Hendersonville Star News
By Tena Lee
Staff Writer
March 5, 2003
For the first time in its 20-year history, the Literacy Council of Sumner County has nominated a family to receive one of the Mary Catherine Strobel Volunteer of the Year awards.
Each year the Literacy Council recognizes some of its volunteers by nominating them for the award that recognizes individuals and groups who have selflessly given their time and talents to improve the lives of others in Middle Tennessee.
The Kenigson Family: Kathy, Roger, Jessica, and Jonathon
The Literacy Council of Sumner County provides resources, counseling and tutoring to children, youth and adults to enhance their skills in all academic areas.
This year, Director Margie Anderson has nominated the Kenigson family for recognition in the innovator category.
“They bring such an energy to the Literacy Council,” said Anderson. “It’s contagious. Both our board members and volunteer tutors are inspired by them.”
Each year, several hundred volunteers are nominated from Nashville and the surrounding counties by local agencies, neighborhood groups, schools, museums, hospitals, civic clubs and church congregations. Once nominated, each application is screened by peer volunteers and agency leaders who choose a small group of finalists. These finalists are reviewed by a “celebrity panel” of judges who choose the five winners.
Whether or not the family receives a Volunteer of the Year nod, Anderson makes one thing clear – the Literacy Council has already “won” by having the family be so dedicated to its organization for the last 18 months.
“The entire family takes on a holistic approach to problem solving for almost any challenge that the Literacy Council faces,” wrote Anderson in her nomination of Roger, Kathy and their two 15-year-old twins, Jonathan and Jessica.
The family’s involvement began when Kathy received a list of local organizations from United Way of Sumner County. When she called Anderson and asked how Jonathan and Jessica, then 13, could become involved, Anderson immediately put them to work on a mail-out.
“Since I was having to bring them over every week, I started asking Margie what she needed for me to do,” said Kathy, who immediately started cleaning and organizing the office.
Roger, the family’s patriarch, was pulled into volunteering one weekend as organizing resources and files turned into assembling, installing and staining shelves.
“We have painted, spackled, moved, cataloged, filed and computerized everything,” said Kathy.
Roger, who writes and designs construction applications for computers for the Rogers Group, started going through the various computers and computer parts that had been donated to the Literacy Council and determined what could be used.
The family then spent another weekend assembling a massive computer desk which Kathy designed herself. Then they put together the computers.
While Kathy sits on the council’s board of directors and each of the family members tutor for the organization, perhaps the biggest contribution to date reaches well outside of the literacy council’s walls.

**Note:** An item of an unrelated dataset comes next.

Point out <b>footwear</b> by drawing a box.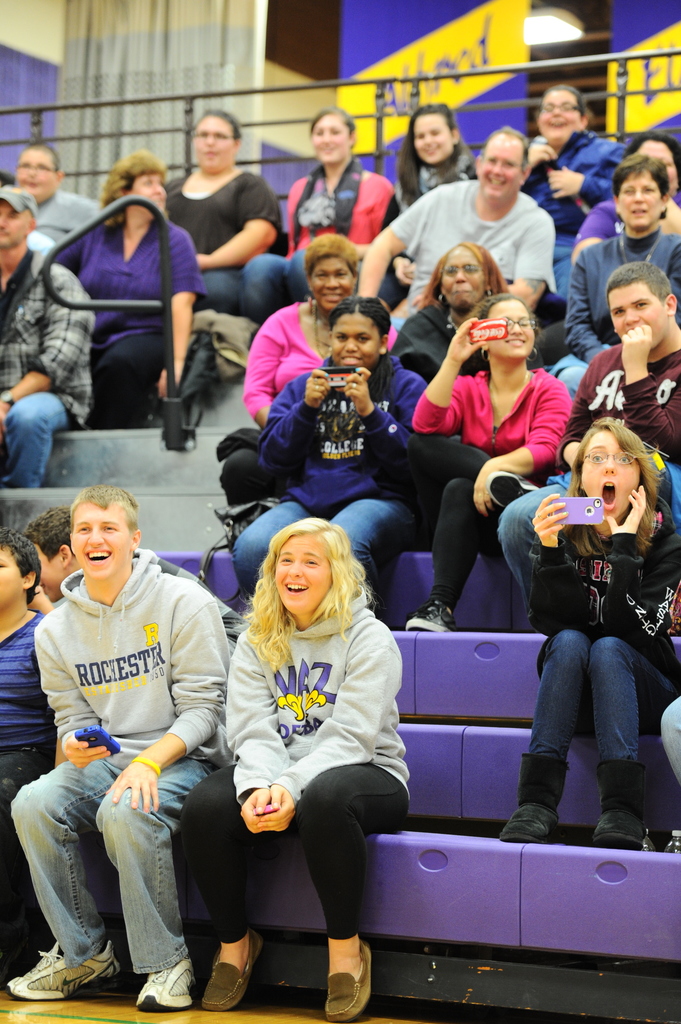
region(8, 952, 113, 1003).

The twins have designed and written two complete computer applications for the literacy council. One is an internal data entry application and the other is the council’s Web site.
The two spent hundreds of hours making up questions and answers for the Web site as well as designing the Web site itself.

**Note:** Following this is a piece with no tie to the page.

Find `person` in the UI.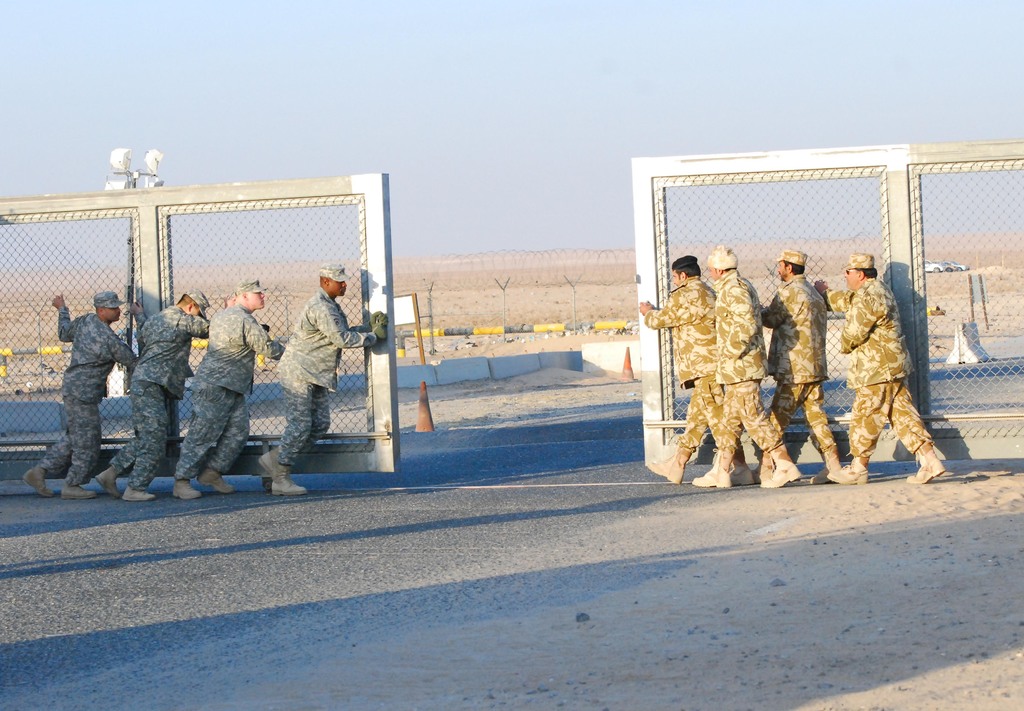
UI element at 636 255 753 484.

“We wanted to implement a Web site so that people could access the Literacy Council’s resources without actually being here,” said Jessica.

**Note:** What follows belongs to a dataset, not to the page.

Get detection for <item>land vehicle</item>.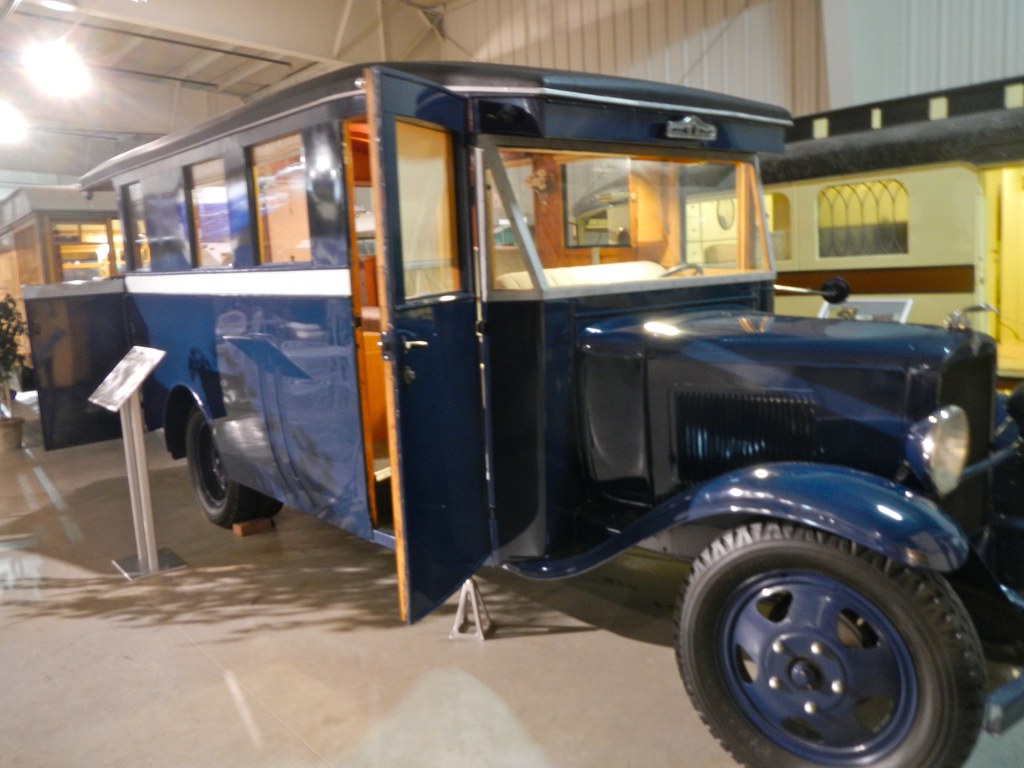
Detection: pyautogui.locateOnScreen(88, 58, 1014, 765).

In a world where families seem to be going their separate ways for activities like soccer practice, dance classes and other individual pursuits, the Kenigsons say that volunteering together brings them closer together.
“We all have different interests,” Roger said. “This brings together the best of us. To do this as a family brings together all the skills we all have.”
They also feel like they are somehow giving back to their community.
“We need to pay back for all the good fortune we’ve had and we’ve had plenty,” said Roger. “It’s so easy to take from this world but so hard to give back.”
The Kenigsons will join other nominees and winners at a luncheon ceremony from 11:30 a.m.-1 p.m. Friday, April 25 at the Downtown Sheraton in Nashville.